Man Without Qualities


Wednesday, October 08, 2003


Davis Descending LXIII: Postscript On The Los Angeles Times

Is Los Angeles Times reporting generally tendentious and biased in favor of liberal and Democratic people and positions?

Of course it is. Anyone who thinks otherwise is a child. And the Times readership has received plenty of notice and information as to its bias.

Does the Los Angeles Times often reveal its tendentiousness and bias by running articles that place conservatives and Republicans in a bad light while not running similar or analogous articles about liberals and Democratics - or even doing the research and investigation that would permit the paper to run such articles?

Of course it does. Anyone who thinks otherwise is a naif. And the Times readership has plenty of notice and information as to this manifestation of its bias.

Does the Los Angeles Times generally preposterously deny that that its reporting is generally tendentious and biased in favor of liberals and Democratic positions?

Of course it does. Anyone who thinks otherwise doesn't read the Times. Almost nobody believes such denials - and nobody should believe them. People read the paper because its bias is also the reader's bias, or the reader is willing to tolerate the bias. The Times has no obligation to confess.

Is any of the above material to the question of whether the Los Angeles Times should have run its original controversial Arnold-and-the-six-women article last Thursday?

Of course not. Anyone who thinks otherwise doesn't understand the market place of ideas and the dynamics of free expression.

Some people, such as Jill Stewart, have complained that the Times did not investigate Gray Davis the way it did Arnold Schwarzenegger - especially because Ms. Stewart herself had previously discovered and reported on many appalling and newsworthy aspects of Mr. Davis' personality and sometimes violent behavior.

But that's not a valid criticism of the Los Angeles Times in this case.

The original Arnold-and-the-six-women story was newsworthy and did leave the electorate better informed and not particulary distracted or tricked (the Times behavior in the aftermath of that Thursday article may be another story).

If nasty stories should have been run about Mr. Davis, then failure to run such stories is the basis of valid criticisms of the conservative (or, at least, less tendentious) and Republican-leaning media. For example, why did the Orange County Register, the San Diego Union-Tribune and even the Wall Street Journal and Fox News all fail to follow up on Ms. Stewart's reporting?
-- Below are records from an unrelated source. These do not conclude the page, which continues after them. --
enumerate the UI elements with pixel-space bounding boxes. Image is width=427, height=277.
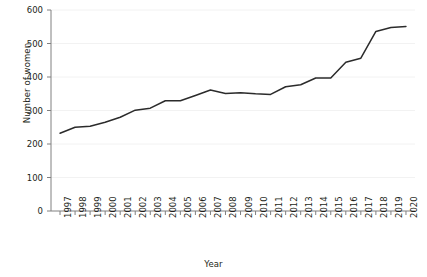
x-tick-label: 2009 xyxy=(245,196,254,218)
x-tick-label: 2010 xyxy=(260,196,269,218)
x-tick-label: 2019 xyxy=(395,196,404,218)
y-axis-title: Number of women xyxy=(22,28,32,138)
x-tick-label: 2002 xyxy=(139,196,148,218)
y-tick-label: 600 xyxy=(9,6,43,15)
x-tick-label: 2015 xyxy=(335,196,344,218)
x-tick-label: 2012 xyxy=(290,196,299,218)
x-tick-label: 1999 xyxy=(94,196,103,218)
line-chart: 0100200300400500600 19971998199920002001… xyxy=(0,0,427,277)
x-tick-label: 2004 xyxy=(169,196,178,218)
x-tick-label: 2014 xyxy=(320,196,329,218)
x-tick-label: 2013 xyxy=(305,196,314,218)
x-tick-label: 2001 xyxy=(124,196,133,218)
y-tick-label: 200 xyxy=(9,140,43,149)
x-tick-label: 1998 xyxy=(79,196,88,218)
x-axis-title: Year xyxy=(0,259,427,269)
x-tick-label: 2018 xyxy=(380,196,389,218)
x-tick-label: 2020 xyxy=(410,196,419,218)
data-series-line xyxy=(60,26,406,133)
plot-area xyxy=(0,0,427,277)
x-tick-label: 2000 xyxy=(109,196,118,218)
x-tick-label: 2008 xyxy=(229,196,238,218)
y-tick-label: 100 xyxy=(9,174,43,183)
x-tick-label: 2017 xyxy=(365,196,374,218)
x-tick-label: 2007 xyxy=(214,196,223,218)
x-tick-label: 2011 xyxy=(275,196,284,218)
x-tick-label: 2006 xyxy=(199,196,208,218)
x-tick-label: 1997 xyxy=(64,196,73,218)
x-tick-label: 2005 xyxy=(184,196,193,218)
axis-ticks xyxy=(47,10,406,215)
y-tick-label: 0 xyxy=(9,207,43,216)
x-tick-label: 2003 xyxy=(154,196,163,218)
x-tick-label: 2016 xyxy=(350,196,359,218)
One doesn't meet or discredit a report in the market place of ideas by arguing that the reporter should have also reported something else - something hostile to the reporter's own beliefs and inclinations - unless that "something else" is needed to make the original report not materially misleading. But reports that Arnold Schwarzenegger groped women would not be clarified or made less misleading by inclusion of reports that Gray Davis throws ashtrays and physically shakes female staff members.

That Gray Davis throws ashtrays and shakes women staff and the like are facts relevant to reaching a political conclusion: Who should the voter support? Demanding that an obviously liberal/Democratic biased media outlet like the Times report facts that disfavor its bias requires a rejection of basic principles of the free market place of ideas: media really are entitled to write and report just what they want. Further, the Times readership has plenty of notice and information as to its biases - and if those readers want complete information they should read other papers, too.

The proper way one meets or discredits a report in the market place of ideas is by actually reporting that "something else." So which media outlets - if any - had the responsibility to run reports that Gray Davis throws ashtrays and physically shakes female staff members?

If there is a breach of trust in this case between a media outlet and its readers for failure to report on Gray Davis, that breach has been committed by the conservative, less tendentious and Republican-leaning media. It is those media who have led their readership to think that such media will investigate and report such matters when liberals and Democrats are involved.